The clothing retailer does business under three main brands: Hollister, Abercrombie, and more recently a social-media platform branded as Social Tourist. And over the past several months, email and web intelligence firm Random Walk began to sense improving performance.
(Full disclosure: Brookside Research has a data-sharing relationship with Random Walk.)
“Both Abercrombie and Hollister are showing declining significant email promotions,” says Greg Robin, founder and CEO at Random Walk. Reductions in such email discounts often indicate improving performance at a company, Robin says.
That robust operating picture was also bolstered by improved organic online engagement, as stores were reopened to post-pandemic foot traffic.
Sure enough, last month, Abercrombie reported its best results in more than a decade.
Was Random Walks’s email-based analysis a fluke? We dug into the retail supply chain in the Eastern U.S. and learned it probably wasn’t.

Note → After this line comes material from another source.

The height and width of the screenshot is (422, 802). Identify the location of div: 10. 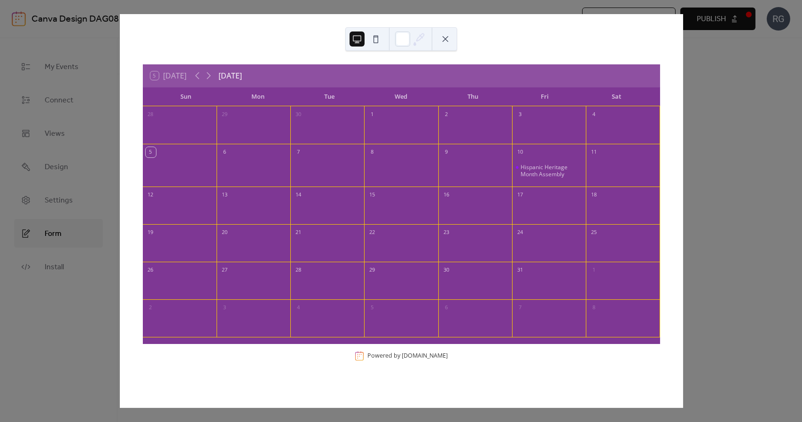
(520, 152).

A Well-Planned Road to Retail Recovery
Our independent research reveals that Abercrombie’s success has been roughly a decade in the making. Starting back in 2013, lagging performance drove activist investors to push for the ouster of quirky CEO Mike Jeffries. In 2017, a web rebrand went horribly wrong. Many of its flashy destination flagship stores were shuttered. Retail square-footage was slashed. As recently as March 2020, the retailer was under intense pressure from Covid-driven store closures.
Financial performance was equally tacky. In the quarter ending in November of 2020, the company hemorrhaged $37 million in operating cash flow, to report a $47 million loss in net earnings.
Return on operations was a municipal-bond–like 4%.
But beneath the carnage, new CEO Fran Horowitz quietly repositioned the company. Starting in 2017, she began focusing on a local-oriented retail strategy that placed stores within reasonable distance of her youthful customers.
The goal was for Abercrombie to take advantage of its diverse geography.
Direct reports revealed improving foot traffic and demand by both shoppers and distributors in the Northeastern United States. Sales in key brands were up about roughly 60% year-over-year, in both in-store and online sales. The company also reported that some lines rebounded to higher than pre-covid levels.
What Random Walk’s email analysis picked up on was the reduction in discounting that emerged as this brick-and-mortar retailer understood that price isn’t what drove its customers.
Growth was all about which clients wanted to go out and shop – and which ones didn’t. It only took 10 years, and a ton of promotional emails, to figure that out.